News & Resources

Quality Wheat Pays Off

1 Sep 2021

ROCKVILLE, Md. (DTN) -- If the country's wheat farmers needed another incentive to grow award-winning, high quality wheat, they just got one.

Next year's 2022 National Wheat Yield Contest will give out $500 cash rewards to national winners whose 6-lb. wheat samples reach certain quality standards. The contest, now in its sixth year, has tested the winning wheat samples for quality metrics since 2018. But rewarding growers for them was a calculated addition to next year's program, said Anne Osborne, project manager for the National Wheat Foundation, which sponsors the contest. (DTN/Progressive Farmer is the official media sponsor of the contest.)

"The farmers who enter this contest are very aware of the need for quality wheat, but for the most part, you don't get paid for quality the minute you drop it off at the elevator, so it doesn't necessarily stick in their mind," the way yield targets might, Osborne said.

Osborne hopes the rewards will help push growers to learn what agronomic practices can get their wheat to "industry-desired" quality standards that she developed with the help of wheat end users and contest sponsors such as millers and bakers.

The standards will include well-known metrics such as test weight and protein levels. But they also include more technical specs such as falling number, which measures how long it takes a plunger to fall down through a water-flour mixture, thus measuring the strength of the flour's starch.

Another standard for hard wheats is based on a Farinograph test, wherein a dough mixer measures the water absorption of the flour, its mixing time and the dough's consistency. Soft wheats will be put through an Alveograph instead, a device that blows a bubble up through a dough sample, and tests how long it takes for the dough bubble to pop and collapse.

The final standard for the wheat samples is a simple, but essential one: The flour will be baked into a small, 100-gram loaf and scrutinized for its volume. For the soft wheats, the baking test will be even sweeter -- the samples will be analyzed for the quality of sponge cake or sugar cookies they produce.

(For a fuller story on how the nation's wheat and flour is tested by U.S. wheat testing labs, see this DTN story here: https://www.dtnpf.com/…).

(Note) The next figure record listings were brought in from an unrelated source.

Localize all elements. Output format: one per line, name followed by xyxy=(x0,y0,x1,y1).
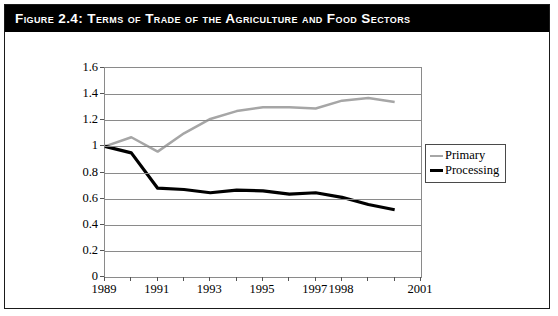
x-axis-tick-mark xyxy=(420,277,421,281)
gridline xyxy=(105,146,421,147)
legend-swatch-primary-icon xyxy=(430,155,443,157)
x-axis-tick-mark xyxy=(288,277,289,281)
x-axis-labels: 1989199119931995199719982001 xyxy=(104,283,420,301)
y-axis-tick-label: 0.6 xyxy=(82,192,98,205)
x-axis-tick-mark xyxy=(367,277,368,281)
y-axis-tick-label: 1 xyxy=(92,139,98,152)
chart-area: 00.20.40.60.811.21.41.6 1989199119931995… xyxy=(5,32,549,308)
x-axis-tick-label: 1993 xyxy=(197,283,222,296)
x-axis-tick-mark xyxy=(183,277,184,281)
figure-title: Figure 2.4: Terms of Trade of the Agricu… xyxy=(5,11,410,26)
gridline xyxy=(105,199,421,200)
x-axis-tick-label: 1989 xyxy=(92,283,117,296)
x-axis-tick-mark xyxy=(394,277,395,281)
y-axis-tick-label: 1.4 xyxy=(82,87,98,100)
y-axis-tick-label: 0.8 xyxy=(82,166,98,179)
x-axis-tick-mark xyxy=(262,277,263,281)
gridline xyxy=(105,120,421,121)
y-axis-labels: 00.20.40.60.811.21.41.6 xyxy=(60,67,98,276)
gridline xyxy=(105,225,421,226)
figure-title-bar: Figure 2.4: Terms of Trade of the Agricu… xyxy=(5,5,549,32)
y-axis-tick-label: 1.2 xyxy=(82,113,98,126)
x-axis-tick-mark xyxy=(315,277,316,281)
series-line-processing xyxy=(105,146,395,209)
x-axis-tick-label: 1991 xyxy=(144,283,169,296)
x-axis-tick-mark xyxy=(104,277,105,281)
y-axis-tick-label: 0.4 xyxy=(82,218,98,231)
x-axis-tick-mark xyxy=(209,277,210,281)
x-axis-tick-mark xyxy=(236,277,237,281)
y-axis-tick-label: 0.2 xyxy=(82,244,98,257)
figure-frame: Figure 2.4: Terms of Trade of the Agricu… xyxy=(4,4,550,309)
y-axis-tick-label: 0 xyxy=(92,270,98,283)
legend-item-processing: Processing xyxy=(430,163,499,178)
legend-swatch-processing-icon xyxy=(430,169,443,172)
x-axis-tick-mark xyxy=(130,277,131,281)
gridline xyxy=(105,251,421,252)
chart-legend: Primary Processing xyxy=(425,144,506,183)
y-axis-tick-label: 1.6 xyxy=(82,61,98,74)
legend-label-processing: Processing xyxy=(445,164,499,177)
gridline xyxy=(105,173,421,174)
x-axis-tick-label: 2001 xyxy=(408,283,433,296)
x-axis-tick-label: 1995 xyxy=(250,283,275,296)
gridline xyxy=(105,94,421,95)
x-axis-tick-label: 1998 xyxy=(329,283,354,296)
plot-area xyxy=(104,67,422,278)
legend-item-primary: Primary xyxy=(430,148,499,163)
x-axis-tick-label: 1997 xyxy=(302,283,327,296)
x-axis-tick-mark xyxy=(157,277,158,281)
x-axis-tick-mark xyxy=(341,277,342,281)
series-line-primary xyxy=(105,98,395,152)
legend-label-primary: Primary xyxy=(445,149,485,162)
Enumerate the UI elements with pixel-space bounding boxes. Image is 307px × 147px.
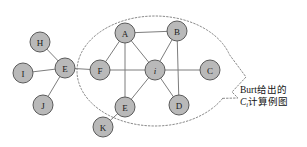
- graph-canvas: HIJEFABiCEDK: [0, 0, 307, 147]
- node-label-El: E: [62, 64, 68, 74]
- edge-A-i: [131, 40, 149, 62]
- node-label-K: K: [100, 123, 107, 133]
- edge-I-El: [32, 69, 55, 72]
- edge-F-A: [105, 41, 119, 62]
- node-B[interactable]: B: [167, 21, 187, 41]
- node-F[interactable]: F: [90, 60, 110, 80]
- node-label-F: F: [97, 66, 102, 76]
- callout-label-line2: Ci计算例图: [240, 96, 288, 111]
- node-label-B: B: [174, 27, 180, 37]
- edge-B-D: [177, 40, 178, 95]
- node-label-J: J: [41, 101, 45, 111]
- node-label-Eb: E: [122, 103, 128, 113]
- node-layer: HIJEFABiCEDK: [13, 21, 220, 137]
- node-H[interactable]: H: [30, 32, 50, 52]
- node-Eb[interactable]: E: [115, 97, 135, 117]
- edge-B-i: [160, 39, 173, 61]
- node-label-A: A: [122, 29, 129, 39]
- edge-i-Eb: [131, 77, 149, 99]
- callout-c-suffix: 计算例图: [248, 97, 288, 107]
- node-J[interactable]: J: [33, 95, 53, 115]
- node-label-C: C: [207, 66, 213, 76]
- node-I[interactable]: I: [13, 63, 33, 83]
- node-C[interactable]: C: [200, 60, 220, 80]
- node-label-H: H: [37, 38, 44, 48]
- edge-H-El: [47, 49, 59, 61]
- node-label-D: D: [176, 101, 183, 111]
- node-D[interactable]: D: [169, 95, 189, 115]
- burt-constraint-example-figure: HIJEFABiCEDK Burt给出的 Ci计算例图: [0, 0, 307, 147]
- edge-A-B: [134, 31, 167, 32]
- edge-i-D: [160, 78, 173, 97]
- edge-J-El: [48, 76, 60, 97]
- node-El[interactable]: E: [55, 58, 75, 78]
- callout-label-line1: Burt给出的: [240, 84, 287, 96]
- node-K[interactable]: K: [93, 117, 113, 137]
- node-i[interactable]: i: [145, 60, 165, 80]
- node-label-I: I: [22, 69, 25, 79]
- node-A[interactable]: A: [115, 23, 135, 43]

Each kind of wheat -- hard red spring, hard red winter, soft red winter, soft white wheat and hard white wheat -- will have its own set of numbers to hit for each of these standards in order to trigger the $500 cash reward.

You can see those exact rules here, in the 2022 Wheat Yield Contest Entry and Harvest Rules: https://yieldcontest.wheatfoundation.org/….

Only Grade 1 or Grade 2 wheat samples are eligible for state or national award categories in the wheat yield contest, as usual. But for the 2022 contest, farmers will be required to have their wheat graded by a local elevator, instead of the contest organizers having it done.

Otherwise, the 2022 yield contest will remain familiar to past participants. It will still offer 24 national categories, some rewarding high yield, others rewarding the percent a field yields above its five-year county average.

EYES ON 2021 WHEAT YIELDS

These new rules won't apply to the ongoing 2021 National Wheat Yield contest, which is wrapping up this month. Wheat growers have until Sept. 15 to mail in their yield samples and by Oct. 1 all harvest data on that sample must be submitted, Osborne said.

So far, the contest has netted 387 total entries this year, down 7% from last year, but the third strongest year for the contest, she said. Entries were down 40% for spring wheat, much of which is grown in the droughty Northern Plains, but winter wheat entries increased 3%.

"The entries were so good, and I'm really surprised, given how dry it was for some growers," Osborne said. "We're very happy with what we're seeing and, so far, the quality is very good, except for a few growers that ran into wet weather at harvest."